Reluctant as I am to throw my weight around here at Blackbridge Communications, one rule I enthusiastically enforce is that no Christmas music can be played in this place of business until the 1st of December.
A couple of days before the curfew I was working away when it came to my attention that my colleague Jocelyn Marie Keith was breaking this rule, and on work property to boot. Recriminations, I can assure you, were swift. But now we’re safely into December and so I thought I’d give a list of some of my own personal Christmas musical favourites with the caveat that they had to be on Youtube in order to be readily shared. Sadly, this meant the absence of James Brown’s ‘Santa Claus Please Stop First in The Ghetto’.
1) When I was growing up, the most regular noise heard at Christmas time was my brother and I bickering. If you grew up in the US of A however, it seems your Christmas fun was soundtracked by a moustachioed jazz musician. Vince Guaraldi – for it was he – composed the music for the animated Peanuts cartoons, including the Charlie Brown Christmas special which seems as ubiquitous as Top Of The Pops, er… used to be over here. I spent one Christmas in the USA; it involved a truly memorable Christmas Eve spent in a Polish church in Grand Forks, North Dakota. Anyway, the whole soundtrack is great. Seasoned Blackbridge watchers might have noticed this song playing on our very first Christmas HTML email. Fortunately for our nascent organisation, Charles M. Schulz’s lawyers didn’t: http://uk.youtube.com/watch?v=RRm5qofw5vs
2) Nostalgia, as the joke goes, is great, but not what it was. Ever the sentimentalist, what could be more nostalgic than a nostalgic song about being nostalgic at this most nostalgic time of year? ‘Last Christmas’ by Wham! - we’re talking about you. How quaint does it sound now, in these days of ringtones and downloads, that it was released as a “Double A Side” with ‘Everything She Wants’ so radio stations played that once the New Year arrived and people kept buying it. While I like the video in the snow with Andrew and George and Pepsi and Shirlie and all of that, here it is performed by a truly great artist, an epoch defining legend of our times, Crazy Frog… No, not really: http://uk.youtube.com/watch?v=naiYu9KtA4I
3) Up until about five minutes ago, I was not only convinced that ‘Greensleeves’ and ‘I Saw Three Ships’ had the same tune, but that both were composed by King Henry VIII. Thanks to the interwebs I now know that both my facts were incorrect. Great. Anyway, I Saw Three Ships is my favourite Christmas carol, even if the picture it paints is rather unlikely - Bethlehem isn’t near the sea. But then again, did the Little Donkey really have a heavy day? Did Cherubim and seraphim really throng the air? Either way, here are some very polite looking choirboys singing it. Interested to reflect that ten years later they’re probably all chain-smoking hoodies, lingering unsavourily outside the KFC in Cambridge. Especially the one guy with the glasses: http://uk.youtube.com/watch?v=waTafOG-QoQ
4) I could be here until next Christmas going on about Donny Hathaway. Instead, this is him singing ‘This Christmas’: http://uk.youtube.com/watch?v=nJO_kdkrj1g
5) Why oh why do people like to bleedin’ go on about how ironic it is that ‘A Fairytale of New York’ continues to top polls of things like the best Christmas song evah, when it’s all about drunks and sin and misery? In my experience, that isn’t too far removed from the reality of Christmas, especially the first part. But my favourite Christmas song isn’t – as the lyrics say – about Christmas at all. Take an authentically smudged Spectoresq Wall of Sound production complete with Christmas bells and add a rather droll tale about driving through Scandinavia and you get Low’s ‘Just Like Christmas’. They chose the band’s ‘Little Drummer Boy’ for the Gap Christmas ad, but they should have gone for this one. Just love those drums: http://uk.youtube.com/watch?v=A-rvWoVX3t0
6) On the subject of Phil Spector, I have to include a song from ‘A Christmas Gift to You’ which I got as a Christmas gift to me when I was about 16. ‘Winter Wonderland’ and ‘Sleigh Bells’ and so on may be the best known, but I’ve had a soft spot for Bob B. Soxx and the Blue Jeans’ take on ‘The Bells of St Mary’: http://uk.youtube.com/watch?v=liQCWYo4i6k&feature=related
7) When I was growing up, my father would always reply “peace and quiet!” when you asked him what he wanted for Christmas. Not this year though, it’s a book about Picasso. But what do you think a new guitar (which won’t play out of key), a basket three feet tall, some shoes with lots of sole and some mistletoe have in common? Well: http://uk.youtube.com/watch?v=enxc3qOd-9Y
And so there you go. Merry Christmas…
PS Not sure how I forgot about this one.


_What is being asked:_ Say how many lines in the material below hold the word "Review", and say nothing else.

_Material to process:_

Start of Block

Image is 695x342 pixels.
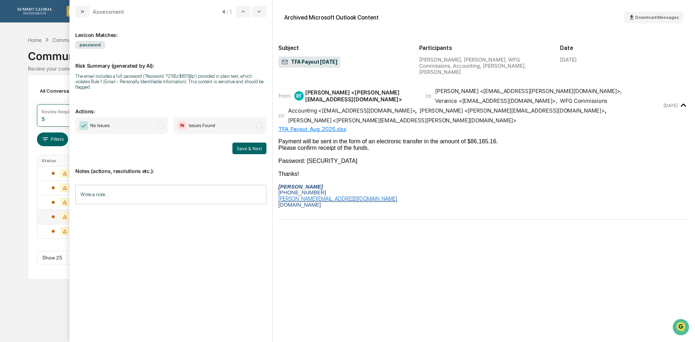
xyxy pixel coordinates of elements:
div: Password: [SECURITY_DATA] [278,158,689,164]
div: [PERSON_NAME] <[PERSON_NAME][EMAIL_ADDRESS][PERSON_NAME][DOMAIN_NAME]> [288,117,517,124]
h2: Date [560,45,689,51]
h2: Participants [419,45,548,51]
img: Flag [178,121,186,130]
span: No Issues [90,122,110,129]
div: Payment will be sent in the form of an electronic transfer in the amount of $86,185.16. [278,138,689,145]
span: Pylon [72,123,88,128]
div: 🗄️ [52,92,58,98]
div: Review Required [42,109,76,114]
div: Start new chat [25,55,119,63]
span: TFA Payout [DATE] [281,59,337,66]
button: Download Messages [624,12,683,23]
div: Accounting <[EMAIL_ADDRESS][DOMAIN_NAME]> [288,107,415,114]
p: Actions: [75,100,266,114]
button: Start new chat [123,58,132,66]
span: to: [426,92,432,99]
th: Status [37,155,85,166]
div: [PERSON_NAME] <[PERSON_NAME][EMAIL_ADDRESS][DOMAIN_NAME]> [305,89,417,103]
span: / 5 [227,9,235,14]
i: [PERSON_NAME] [278,184,323,190]
img: logo [17,8,52,14]
div: [PERSON_NAME] <[EMAIL_ADDRESS][PERSON_NAME][DOMAIN_NAME]> , [435,88,622,94]
time: Tuesday, September 2, 2025 at 12:23:10 PM [664,103,678,108]
a: 🗄️Attestations [50,88,93,101]
img: Checkmark [79,121,88,130]
div: Lexicon Matches: [75,23,266,38]
span: Download Messages [635,15,679,20]
iframe: Open customer support [672,318,691,338]
button: Save & Next [232,143,266,154]
span: password [75,41,105,49]
div: All Conversations [37,85,92,97]
div: TFA_Payout_Aug_2025.xlsx [278,126,689,132]
div: RT [294,91,304,101]
div: WFG Commissions [560,97,607,104]
div: The email includes a full password ('Password: ?21lBz$I67@p') provided in plain text, which viola... [75,73,266,90]
div: Home [28,37,42,43]
div: Veranice <[EMAIL_ADDRESS][DOMAIN_NAME]> , [435,97,557,104]
div: 5 [42,116,45,122]
span: from: [278,92,291,99]
div: [PERSON_NAME] <[PERSON_NAME][EMAIL_ADDRESS][DOMAIN_NAME]> [420,107,605,114]
div: Please confirm receipt of the funds. [278,145,689,151]
span: 4 [222,9,225,14]
a: 🖐️Preclearance [4,88,50,101]
div: 🔎 [7,106,13,111]
div: Communications Archive [52,37,111,43]
div: [DATE] [560,56,577,63]
a: 🔎Data Lookup [4,102,49,115]
div: Assessment [93,8,124,15]
span: [PHONE_NUMBER] [278,190,326,195]
span: Issues Found [189,122,215,129]
span: Data Lookup [14,105,46,112]
span: , [288,107,417,114]
p: Notes (actions, resolutions etc.): [75,159,266,174]
div: Review your communication records across channels [28,66,667,72]
a: [PERSON_NAME][EMAIL_ADDRESS][DOMAIN_NAME] [278,195,397,202]
p: Risk Summary (generated by AI): [75,54,266,69]
h2: Subject [278,45,408,51]
span: Preclearance [14,91,47,98]
span: , [420,107,606,114]
div: Thanks! [278,171,689,177]
div: Communications Archive [28,44,667,63]
p: How can we help? [7,15,132,27]
span: cc: [278,112,285,119]
span: [DOMAIN_NAME] [278,202,321,208]
div: Archived Microsoft Outlook Content [284,14,379,21]
a: Powered byPylon [51,122,88,128]
div: 🖐️ [7,92,13,98]
div: [PERSON_NAME], [PERSON_NAME], WFG Commissions, Accounting, [PERSON_NAME], [PERSON_NAME] [419,56,548,75]
span: Attestations [60,91,90,98]
img: 1746055101610-c473b297-6a78-478c-a979-82029cc54cd1 [7,55,20,68]
button: Filters [37,132,68,146]
div: We're available if you need us! [25,63,92,68]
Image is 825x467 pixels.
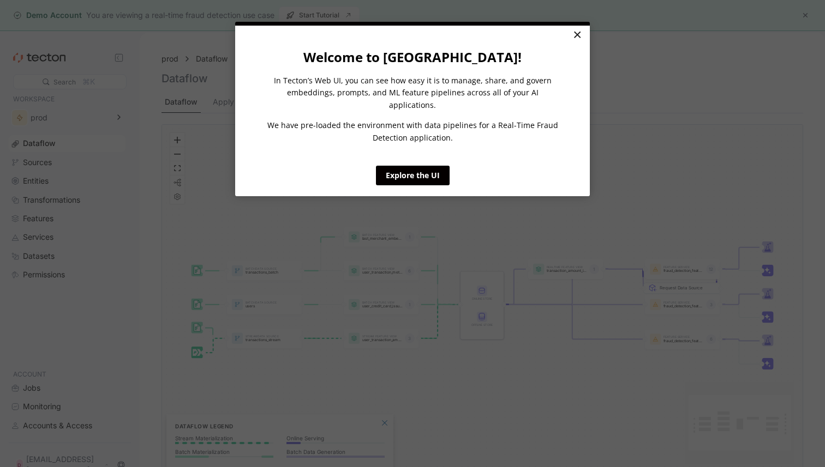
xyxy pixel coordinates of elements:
a: Explore the UI [376,166,449,185]
a: Close modal [567,26,586,45]
p: In Tecton’s Web UI, you can see how easy it is to manage, share, and govern embeddings, prompts, ... [265,75,560,111]
div: current step [235,22,590,26]
p: We have pre-loaded the environment with data pipelines for a Real-Time Fraud Detection application. [265,119,560,144]
strong: Welcome to [GEOGRAPHIC_DATA]! [303,48,521,66]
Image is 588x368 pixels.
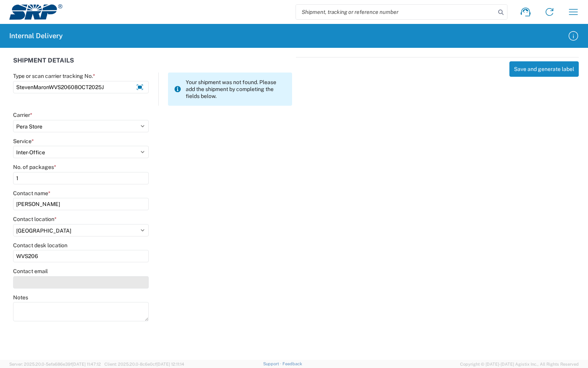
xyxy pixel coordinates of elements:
[13,164,57,171] label: No. of packages
[460,360,579,367] span: Copyright © [DATE]-[DATE] Agistix Inc., All Rights Reserved
[296,5,496,19] input: Shipment, tracking or reference number
[264,361,283,366] a: Support
[13,111,33,118] label: Carrier
[13,215,57,222] label: Contact location
[104,362,184,366] span: Client: 2025.20.0-8c6e0cf
[510,61,579,76] button: Save and generate label
[283,361,302,366] a: Feedback
[9,31,62,41] h2: Internal Delivery
[13,189,51,196] label: Contact name
[9,4,62,20] img: srp
[9,362,101,366] span: Server: 2025.20.0-5efa686e39f
[185,78,287,99] span: Your shipment was not found. Please add the shipment by completing the fields below.
[72,362,101,366] span: [DATE] 11:47:12
[13,242,67,249] label: Contact desk location
[13,294,28,301] label: Notes
[13,268,48,275] label: Contact email
[13,58,293,72] div: SHIPMENT DETAILS
[13,72,95,79] label: Type or scan carrier tracking No.
[13,138,34,145] label: Service
[157,362,184,366] span: [DATE] 12:11:14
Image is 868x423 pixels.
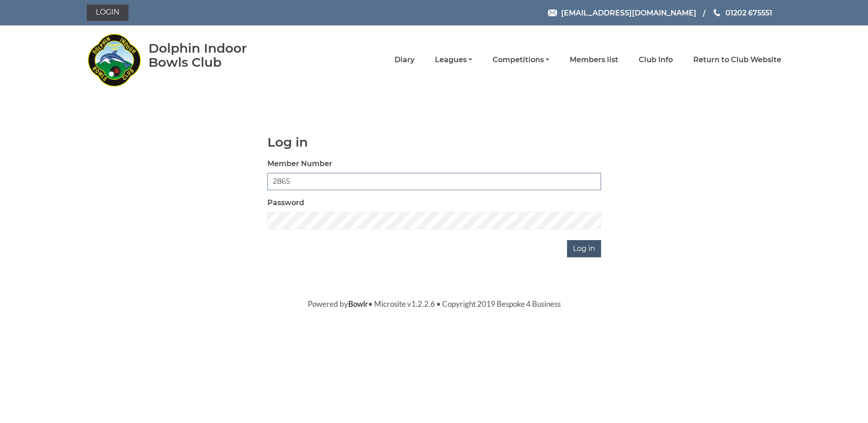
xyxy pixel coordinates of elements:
a: Login [87,4,129,21]
a: Diary [395,55,414,65]
img: Dolphin Indoor Bowls Club [87,28,141,92]
a: Bowlr [348,299,369,308]
a: Phone us 01202 675551 [713,7,772,18]
a: Club Info [639,55,673,65]
img: Email [548,9,557,16]
label: Member Number [267,158,332,169]
a: Members list [570,55,619,65]
span: [EMAIL_ADDRESS][DOMAIN_NAME] [562,8,697,17]
a: Leagues [435,55,472,65]
span: Powered by • Microsite v1.2.2.6 • Copyright 2019 Bespoke 4 Business [308,299,561,308]
a: Competitions [493,55,549,65]
div: Dolphin Indoor Bowls Club [149,41,276,69]
a: Return to Club Website [694,55,781,65]
span: 01202 675551 [726,8,772,17]
input: Log in [567,240,601,257]
a: Email [EMAIL_ADDRESS][DOMAIN_NAME] [548,7,697,18]
h1: Log in [267,135,601,149]
label: Password [267,197,304,208]
img: Phone us [714,9,720,16]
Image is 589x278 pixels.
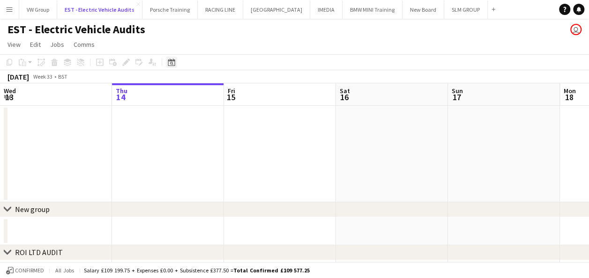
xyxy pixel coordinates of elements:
span: Edit [30,40,41,49]
button: EST - Electric Vehicle Audits [57,0,143,19]
span: Sat [340,87,350,95]
span: Sun [452,87,463,95]
span: 16 [338,92,350,103]
div: Salary £109 199.75 + Expenses £0.00 + Subsistence £377.50 = [84,267,310,274]
a: Comms [70,38,98,51]
span: 14 [114,92,128,103]
button: Porsche Training [143,0,198,19]
button: Confirmed [5,266,45,276]
h1: EST - Electric Vehicle Audits [8,23,145,37]
span: 13 [2,92,16,103]
span: 17 [450,92,463,103]
span: Wed [4,87,16,95]
app-user-avatar: Lisa Fretwell [571,24,582,35]
span: 15 [226,92,235,103]
span: Fri [228,87,235,95]
button: VW Group [19,0,57,19]
span: Thu [116,87,128,95]
span: Mon [564,87,576,95]
a: View [4,38,24,51]
span: Week 33 [31,73,54,80]
span: View [8,40,21,49]
span: Confirmed [15,268,44,274]
span: Total Confirmed £109 577.25 [233,267,310,274]
a: Edit [26,38,45,51]
button: IMEDIA [310,0,343,19]
div: ROI LTD AUDIT [15,248,63,257]
button: SLM GROUP [444,0,488,19]
button: RACING LINE [198,0,243,19]
span: 18 [563,92,576,103]
a: Jobs [46,38,68,51]
div: [DATE] [8,72,29,82]
button: BMW MINI Training [343,0,403,19]
button: [GEOGRAPHIC_DATA] [243,0,310,19]
div: BST [58,73,68,80]
button: New Board [403,0,444,19]
div: New group [15,205,50,214]
span: All jobs [53,267,76,274]
span: Jobs [50,40,64,49]
span: Comms [74,40,95,49]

End of Block

_Exercise solution:_ 2